Hi, bought a 2014 Corolla.  Has CVT transmission. I went to dealer for fluids and with VIN they sold me wrong fluid.  In my ignorance, I drained 2 quarts and filled with 2 new ones.  drove for less than 500 miles and realized it is ATF not CVT FE.  I am thinking will draining all 7.9 quarts and filling 7.9 quarts help? Should I just replace with new transmission? what Is the best plan of action here?  will this transmission be done?  Thank you for your help.  car now has 84,100 miles on it bought it with 83,300.  


4 Answers
3

I would be careful when draining all the fluid from a CVT transmission. Whatever you do, don't flush it. I would just drain all of the fluid and put in the correct one. I doubt that the transmission will fail because you didn't put 1k miles on it after the drain and fill.


3

Drop the pan, clean the pan and then fill with correct fluid. 


Corolla transmission is sealed right?


All the new Toyota transmissions are sealed.


2

Well, I’d go to the dealer and see what I can get out of them - the minimum I’d accept is a free full fluid drain and a refill.

after all, it’s their mistake for selling you the wrong fluid.

But although this is not something I can say for sure, I wouldn’t think you have much of case if it does breakdown. Your car doesn’t have Aisin’s half decent K114 it’s probably a K310/K311 and on those… they can claim bearing whine and other symptoms of wear are “completely normal for it’s mileage and were not caused by the fluid”

(which is kind of true, I have seen a K310 go out on an Auris at bellow 60k miles but that was a “particularly spirited driver” and it was used in city traffic - two things a CVT isn’t meant for as those cause slippage)

 

Swapping in a new transmission doesn’t sound like a particularly good idea - those cost many thousands and that’s a 7-8 year old car…

 

If damage was done, there is no way I can think of to reverse it. So let’s see how we deal with the circumstances at hand…

 

What I’d do is get the fluid fully extracted and refilled with the correct fluid and monitor to see that the transmission does not have any bearing whine or excessive slippage.

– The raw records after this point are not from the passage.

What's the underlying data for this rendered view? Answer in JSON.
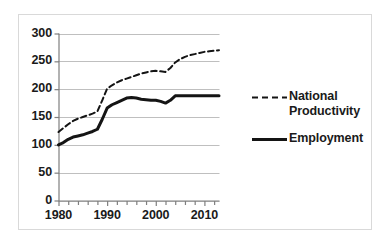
{
  "chart_data": {
    "type": "line",
    "title": "",
    "subtitle": "",
    "xlabel": "",
    "ylabel": "",
    "xlim": [
      1980,
      2013
    ],
    "ylim": [
      0,
      300
    ],
    "grid": "horizontal",
    "legend_position": "right",
    "y_ticks": [
      "300",
      "250",
      "200",
      "150",
      "100",
      "50",
      "0"
    ],
    "y_tick_values": [
      300,
      250,
      200,
      150,
      100,
      50,
      0
    ],
    "x_ticks": [
      "1980",
      "1990",
      "2000",
      "2010"
    ],
    "x_tick_values": [
      1980,
      1990,
      2000,
      2010
    ],
    "x_minor_tick_interval": 2,
    "x": [
      1980,
      1981,
      1982,
      1983,
      1984,
      1985,
      1986,
      1987,
      1988,
      1989,
      1990,
      1991,
      1992,
      1993,
      1994,
      1995,
      1996,
      1997,
      1998,
      1999,
      2000,
      2001,
      2002,
      2003,
      2004,
      2005,
      2006,
      2007,
      2008,
      2009,
      2010,
      2011,
      2012,
      2013
    ],
    "series": [
      {
        "name": "National Productivity",
        "style": "dashed",
        "color": "#141414",
        "values": [
          123,
          130,
          137,
          143,
          147,
          150,
          153,
          156,
          160,
          180,
          201,
          207,
          212,
          216,
          219,
          222,
          225,
          228,
          230,
          232,
          233,
          232,
          231,
          238,
          248,
          254,
          258,
          261,
          263,
          265,
          267,
          268,
          269,
          270
        ]
      },
      {
        "name": "Employment",
        "style": "solid",
        "color": "#141414",
        "values": [
          100,
          104,
          110,
          114,
          116,
          118,
          121,
          124,
          128,
          146,
          166,
          172,
          176,
          180,
          184,
          185,
          184,
          182,
          181,
          180,
          180,
          178,
          175,
          180,
          188,
          188,
          188,
          188,
          188,
          188,
          188,
          188,
          188,
          188
        ]
      }
    ]
  },
  "legend": {
    "items": [
      {
        "label_line1": "National",
        "label_line2": "Productivity",
        "style": "dashed"
      },
      {
        "label_line1": "Employment",
        "label_line2": "",
        "style": "solid"
      }
    ]
  },
  "colors": {
    "line": "#141414",
    "grid": "#bfbfbf",
    "axis": "#7f7f7f",
    "frame": "#d9d9d9",
    "background": "#ffffff",
    "text": "#1a1a1a"
  }
}
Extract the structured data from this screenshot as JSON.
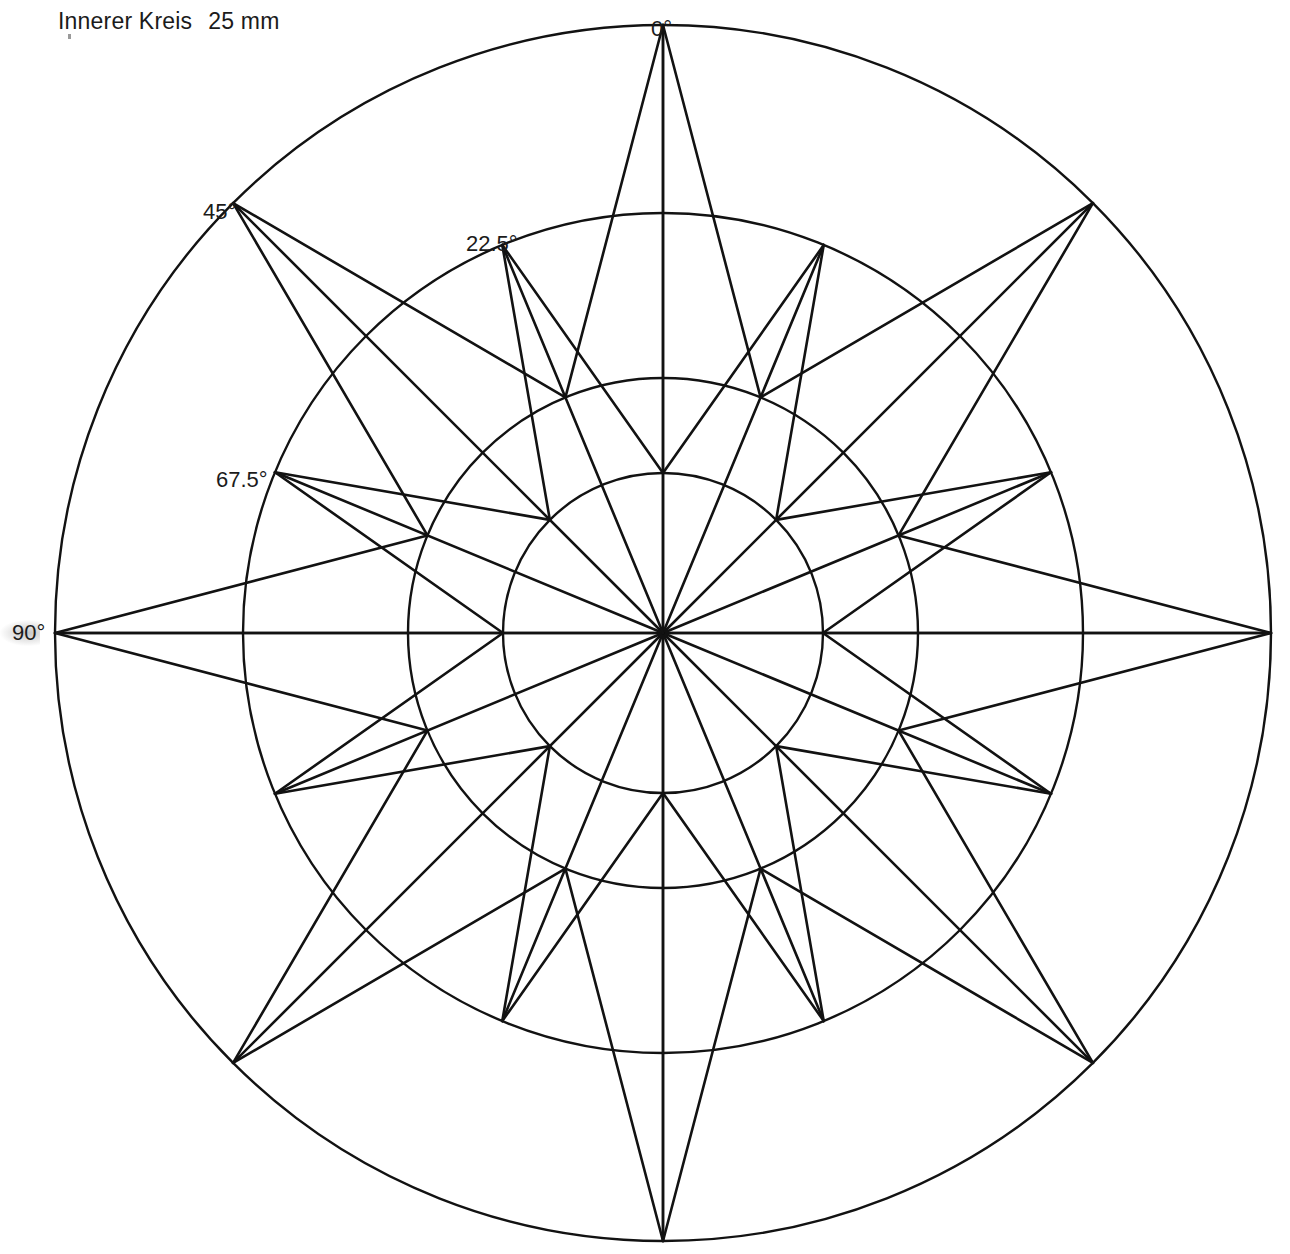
{
  "caption": {
    "label": "Innerer Kreis",
    "value": "25 mm"
  },
  "colors": {
    "stroke": "#121212",
    "background": "#ffffff",
    "text": "#1b1b1b"
  },
  "axis_labels": [
    {
      "text": "0°",
      "x": 651,
      "y": 16,
      "angle_deg": 0
    },
    {
      "text": "22.5°",
      "x": 466,
      "y": 231,
      "angle_deg": 22.5
    },
    {
      "text": "45°",
      "x": 203,
      "y": 199,
      "angle_deg": 45
    },
    {
      "text": "67.5°",
      "x": 216,
      "y": 467,
      "angle_deg": 67.5
    },
    {
      "text": "90°",
      "x": 12,
      "y": 620,
      "angle_deg": 90
    }
  ],
  "chart_data": {
    "type": "polar-compass-rose",
    "center": {
      "x": 663,
      "y": 633
    },
    "grid": true,
    "circles": [
      {
        "name": "innerer-kreis",
        "radius": 160,
        "label": "25 mm"
      },
      {
        "name": "zweiter-kreis",
        "radius": 255
      },
      {
        "name": "dritter-kreis",
        "radius": 420
      },
      {
        "name": "aeusserer-kreis",
        "radius": 608
      }
    ],
    "spoke_count": 16,
    "spoke_step_deg": 22.5,
    "tick_angles_deg": [
      0,
      22.5,
      45,
      67.5,
      90,
      112.5,
      135,
      157.5,
      180,
      202.5,
      225,
      247.5,
      270,
      292.5,
      315,
      337.5
    ],
    "points": [
      {
        "angle_deg": 0,
        "tip_radius": 608,
        "flank_radius": 255,
        "order": "major"
      },
      {
        "angle_deg": 22.5,
        "tip_radius": 420,
        "flank_radius": 160,
        "order": "minor"
      },
      {
        "angle_deg": 45,
        "tip_radius": 608,
        "flank_radius": 255,
        "order": "major"
      },
      {
        "angle_deg": 67.5,
        "tip_radius": 420,
        "flank_radius": 160,
        "order": "minor"
      },
      {
        "angle_deg": 90,
        "tip_radius": 608,
        "flank_radius": 255,
        "order": "major"
      },
      {
        "angle_deg": 112.5,
        "tip_radius": 420,
        "flank_radius": 160,
        "order": "minor"
      },
      {
        "angle_deg": 135,
        "tip_radius": 608,
        "flank_radius": 255,
        "order": "major"
      },
      {
        "angle_deg": 157.5,
        "tip_radius": 420,
        "flank_radius": 160,
        "order": "minor"
      },
      {
        "angle_deg": 180,
        "tip_radius": 608,
        "flank_radius": 255,
        "order": "major"
      },
      {
        "angle_deg": 202.5,
        "tip_radius": 420,
        "flank_radius": 160,
        "order": "minor"
      },
      {
        "angle_deg": 225,
        "tip_radius": 608,
        "flank_radius": 255,
        "order": "major"
      },
      {
        "angle_deg": 247.5,
        "tip_radius": 420,
        "flank_radius": 160,
        "order": "minor"
      },
      {
        "angle_deg": 270,
        "tip_radius": 608,
        "flank_radius": 255,
        "order": "major"
      },
      {
        "angle_deg": 292.5,
        "tip_radius": 420,
        "flank_radius": 160,
        "order": "minor"
      },
      {
        "angle_deg": 315,
        "tip_radius": 608,
        "flank_radius": 255,
        "order": "major"
      },
      {
        "angle_deg": 337.5,
        "tip_radius": 420,
        "flank_radius": 160,
        "order": "minor"
      }
    ],
    "xlabel": "",
    "ylabel": "",
    "legend": []
  }
}
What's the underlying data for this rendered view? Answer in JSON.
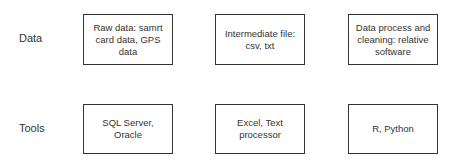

If the transmission is in reasonable condition, then I’d just keep using it. But keep in mind that it is a CVT so I’d avoid cases in which slippage can occur


Personally I’d never get any CVT of any brand, it’s flimsy transmissions you can destroy in minutes, Like here where a brand new Kia Seltos AWD with a CVT actually exploded after very light off-road use.
https://youtu.be/lDnRPwV_2qQ
You can use auto-generated subtitles for English.


0

Should have got Car Shield or some other after market warranty. But it might not cover improper maintenance.